*TASK ITEM*: Print the lines of the data, starting with the first, up to and including the line where "In order to click on Play" appears.

*PROVIDED INFORMATION*:

+--

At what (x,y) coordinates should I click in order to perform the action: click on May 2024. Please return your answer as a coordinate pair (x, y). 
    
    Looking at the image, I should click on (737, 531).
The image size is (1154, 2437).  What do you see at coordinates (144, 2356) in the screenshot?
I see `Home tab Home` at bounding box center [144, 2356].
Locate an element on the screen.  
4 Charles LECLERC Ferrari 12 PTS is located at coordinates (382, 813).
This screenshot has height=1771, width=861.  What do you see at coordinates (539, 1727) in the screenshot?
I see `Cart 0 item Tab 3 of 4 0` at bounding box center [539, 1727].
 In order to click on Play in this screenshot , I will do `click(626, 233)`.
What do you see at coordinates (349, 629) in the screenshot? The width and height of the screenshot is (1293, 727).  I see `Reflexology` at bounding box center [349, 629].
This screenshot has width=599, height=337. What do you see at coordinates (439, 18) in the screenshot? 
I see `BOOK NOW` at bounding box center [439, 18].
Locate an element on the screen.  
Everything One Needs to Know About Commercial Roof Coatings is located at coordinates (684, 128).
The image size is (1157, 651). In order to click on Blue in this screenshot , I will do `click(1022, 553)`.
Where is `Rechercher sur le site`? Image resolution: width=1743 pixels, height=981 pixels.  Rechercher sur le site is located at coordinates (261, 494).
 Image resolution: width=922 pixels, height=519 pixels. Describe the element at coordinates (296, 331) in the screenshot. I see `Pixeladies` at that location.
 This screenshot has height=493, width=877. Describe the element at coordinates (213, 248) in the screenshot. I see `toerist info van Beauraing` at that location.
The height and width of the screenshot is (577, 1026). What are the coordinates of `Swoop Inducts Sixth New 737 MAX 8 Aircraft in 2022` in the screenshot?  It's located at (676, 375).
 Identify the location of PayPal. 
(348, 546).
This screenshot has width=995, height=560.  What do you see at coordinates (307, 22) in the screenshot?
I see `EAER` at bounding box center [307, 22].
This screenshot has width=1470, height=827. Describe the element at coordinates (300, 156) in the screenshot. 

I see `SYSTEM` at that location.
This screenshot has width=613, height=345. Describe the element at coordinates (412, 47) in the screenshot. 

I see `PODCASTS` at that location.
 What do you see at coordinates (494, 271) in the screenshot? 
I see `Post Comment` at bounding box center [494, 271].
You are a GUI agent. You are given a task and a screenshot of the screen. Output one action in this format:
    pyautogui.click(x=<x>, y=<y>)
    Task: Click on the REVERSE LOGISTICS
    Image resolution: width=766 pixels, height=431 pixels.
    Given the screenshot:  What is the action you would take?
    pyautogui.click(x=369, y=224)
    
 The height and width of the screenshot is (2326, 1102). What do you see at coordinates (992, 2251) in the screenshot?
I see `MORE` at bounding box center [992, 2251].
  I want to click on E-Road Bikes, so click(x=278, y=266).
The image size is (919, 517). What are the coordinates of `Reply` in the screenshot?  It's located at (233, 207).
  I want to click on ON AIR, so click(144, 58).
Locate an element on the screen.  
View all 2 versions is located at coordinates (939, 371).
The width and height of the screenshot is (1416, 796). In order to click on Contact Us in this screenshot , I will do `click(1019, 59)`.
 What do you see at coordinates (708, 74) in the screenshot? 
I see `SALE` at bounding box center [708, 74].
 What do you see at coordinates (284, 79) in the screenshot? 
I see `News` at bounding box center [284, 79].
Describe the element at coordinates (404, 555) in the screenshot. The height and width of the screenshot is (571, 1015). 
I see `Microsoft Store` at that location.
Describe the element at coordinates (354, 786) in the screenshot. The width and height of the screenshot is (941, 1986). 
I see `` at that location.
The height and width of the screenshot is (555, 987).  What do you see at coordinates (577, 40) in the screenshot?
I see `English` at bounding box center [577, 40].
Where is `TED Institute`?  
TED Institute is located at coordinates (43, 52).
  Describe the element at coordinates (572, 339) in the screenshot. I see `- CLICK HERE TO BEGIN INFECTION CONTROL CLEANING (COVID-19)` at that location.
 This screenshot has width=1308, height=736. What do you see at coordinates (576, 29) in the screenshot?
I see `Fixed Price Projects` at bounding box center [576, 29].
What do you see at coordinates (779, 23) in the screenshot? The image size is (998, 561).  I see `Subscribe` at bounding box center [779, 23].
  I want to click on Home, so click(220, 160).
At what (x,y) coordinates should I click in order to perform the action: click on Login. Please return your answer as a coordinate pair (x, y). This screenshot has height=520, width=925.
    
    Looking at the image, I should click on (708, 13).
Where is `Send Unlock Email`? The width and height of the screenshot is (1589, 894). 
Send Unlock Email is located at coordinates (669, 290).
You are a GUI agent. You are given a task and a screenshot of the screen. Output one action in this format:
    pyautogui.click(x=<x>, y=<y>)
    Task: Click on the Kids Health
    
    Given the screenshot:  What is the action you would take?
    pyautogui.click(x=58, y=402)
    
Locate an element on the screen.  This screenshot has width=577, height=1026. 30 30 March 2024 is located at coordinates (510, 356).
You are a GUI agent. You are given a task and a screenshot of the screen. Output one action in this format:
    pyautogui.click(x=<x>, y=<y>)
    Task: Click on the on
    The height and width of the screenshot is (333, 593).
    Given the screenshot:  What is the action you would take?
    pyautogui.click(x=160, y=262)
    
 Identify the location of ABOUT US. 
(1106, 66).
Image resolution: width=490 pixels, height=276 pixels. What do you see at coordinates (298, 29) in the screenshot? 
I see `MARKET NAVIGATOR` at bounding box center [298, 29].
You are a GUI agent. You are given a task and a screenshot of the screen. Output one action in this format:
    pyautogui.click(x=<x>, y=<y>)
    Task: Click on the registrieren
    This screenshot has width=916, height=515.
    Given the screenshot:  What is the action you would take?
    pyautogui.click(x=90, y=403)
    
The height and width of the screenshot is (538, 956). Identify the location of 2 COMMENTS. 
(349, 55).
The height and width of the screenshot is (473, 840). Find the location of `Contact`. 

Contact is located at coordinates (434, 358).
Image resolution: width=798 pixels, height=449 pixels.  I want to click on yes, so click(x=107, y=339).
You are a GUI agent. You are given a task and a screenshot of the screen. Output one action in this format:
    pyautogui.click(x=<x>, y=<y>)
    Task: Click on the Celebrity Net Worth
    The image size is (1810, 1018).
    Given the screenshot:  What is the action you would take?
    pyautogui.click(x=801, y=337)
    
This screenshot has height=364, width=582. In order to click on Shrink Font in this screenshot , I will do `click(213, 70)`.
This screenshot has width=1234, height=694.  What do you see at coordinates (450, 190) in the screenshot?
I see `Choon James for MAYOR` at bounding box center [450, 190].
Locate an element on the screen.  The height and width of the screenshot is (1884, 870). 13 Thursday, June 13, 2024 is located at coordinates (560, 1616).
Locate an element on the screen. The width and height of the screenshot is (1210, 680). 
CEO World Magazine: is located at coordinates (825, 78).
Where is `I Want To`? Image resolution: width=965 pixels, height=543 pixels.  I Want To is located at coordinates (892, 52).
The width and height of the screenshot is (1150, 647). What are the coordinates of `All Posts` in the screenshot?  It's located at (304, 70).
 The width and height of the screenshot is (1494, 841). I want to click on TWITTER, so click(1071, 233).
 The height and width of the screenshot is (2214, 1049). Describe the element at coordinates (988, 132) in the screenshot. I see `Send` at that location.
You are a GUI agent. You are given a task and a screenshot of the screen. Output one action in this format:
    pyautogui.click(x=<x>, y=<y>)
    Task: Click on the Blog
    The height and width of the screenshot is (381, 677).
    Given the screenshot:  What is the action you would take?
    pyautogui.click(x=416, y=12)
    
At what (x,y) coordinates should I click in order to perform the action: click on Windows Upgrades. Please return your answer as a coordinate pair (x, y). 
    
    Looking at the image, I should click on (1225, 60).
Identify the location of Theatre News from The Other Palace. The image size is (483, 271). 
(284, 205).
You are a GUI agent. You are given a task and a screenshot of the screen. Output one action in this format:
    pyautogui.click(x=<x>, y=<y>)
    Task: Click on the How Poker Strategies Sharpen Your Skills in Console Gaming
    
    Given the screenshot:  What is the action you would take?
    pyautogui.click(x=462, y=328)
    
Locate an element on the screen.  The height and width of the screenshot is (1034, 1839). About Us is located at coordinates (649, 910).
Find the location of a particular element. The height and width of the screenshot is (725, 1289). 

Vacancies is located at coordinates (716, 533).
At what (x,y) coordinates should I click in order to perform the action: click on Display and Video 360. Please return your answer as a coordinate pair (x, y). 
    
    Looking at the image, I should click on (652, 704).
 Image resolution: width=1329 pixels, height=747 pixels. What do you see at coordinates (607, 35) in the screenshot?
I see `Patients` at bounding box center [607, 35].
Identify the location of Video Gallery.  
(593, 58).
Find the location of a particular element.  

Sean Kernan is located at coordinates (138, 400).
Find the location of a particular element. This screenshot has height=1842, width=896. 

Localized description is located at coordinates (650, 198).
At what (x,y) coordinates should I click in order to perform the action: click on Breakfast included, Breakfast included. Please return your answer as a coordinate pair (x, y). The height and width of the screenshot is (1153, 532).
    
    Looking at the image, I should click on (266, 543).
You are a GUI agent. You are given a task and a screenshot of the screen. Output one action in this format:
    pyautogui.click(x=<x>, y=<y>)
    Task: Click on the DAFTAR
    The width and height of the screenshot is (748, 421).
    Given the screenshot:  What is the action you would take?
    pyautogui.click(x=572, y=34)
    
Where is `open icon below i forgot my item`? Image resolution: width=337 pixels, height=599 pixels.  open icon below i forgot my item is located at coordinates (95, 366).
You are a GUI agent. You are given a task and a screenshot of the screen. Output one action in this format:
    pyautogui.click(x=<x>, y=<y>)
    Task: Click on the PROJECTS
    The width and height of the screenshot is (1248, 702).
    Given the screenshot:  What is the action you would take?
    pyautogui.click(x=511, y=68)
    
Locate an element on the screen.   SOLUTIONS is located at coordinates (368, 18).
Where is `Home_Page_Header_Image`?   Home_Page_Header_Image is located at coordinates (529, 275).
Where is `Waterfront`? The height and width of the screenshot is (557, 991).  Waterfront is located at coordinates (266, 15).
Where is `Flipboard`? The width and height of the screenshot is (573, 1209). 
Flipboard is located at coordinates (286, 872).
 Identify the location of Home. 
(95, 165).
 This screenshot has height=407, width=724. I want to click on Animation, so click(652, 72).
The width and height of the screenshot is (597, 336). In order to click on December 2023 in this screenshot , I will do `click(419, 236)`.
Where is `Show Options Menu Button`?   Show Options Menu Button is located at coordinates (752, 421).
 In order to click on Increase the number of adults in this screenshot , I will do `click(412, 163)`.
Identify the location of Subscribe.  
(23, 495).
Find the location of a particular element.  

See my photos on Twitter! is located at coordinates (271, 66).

+--

*SOLUTION TO THE PROBLEM*:
At what (x,y) coordinates should I click in order to perform the action: click on May 2024. Please return your answer as a coordinate pair (x, y). 
    
    Looking at the image, I should click on (737, 531).
The image size is (1154, 2437).  What do you see at coordinates (144, 2356) in the screenshot?
I see `Home tab Home` at bounding box center [144, 2356].
Locate an element on the screen.  
4 Charles LECLERC Ferrari 12 PTS is located at coordinates (382, 813).
This screenshot has height=1771, width=861.  What do you see at coordinates (539, 1727) in the screenshot?
I see `Cart 0 item Tab 3 of 4 0` at bounding box center [539, 1727].
 In order to click on Play in this screenshot , I will do `click(626, 233)`.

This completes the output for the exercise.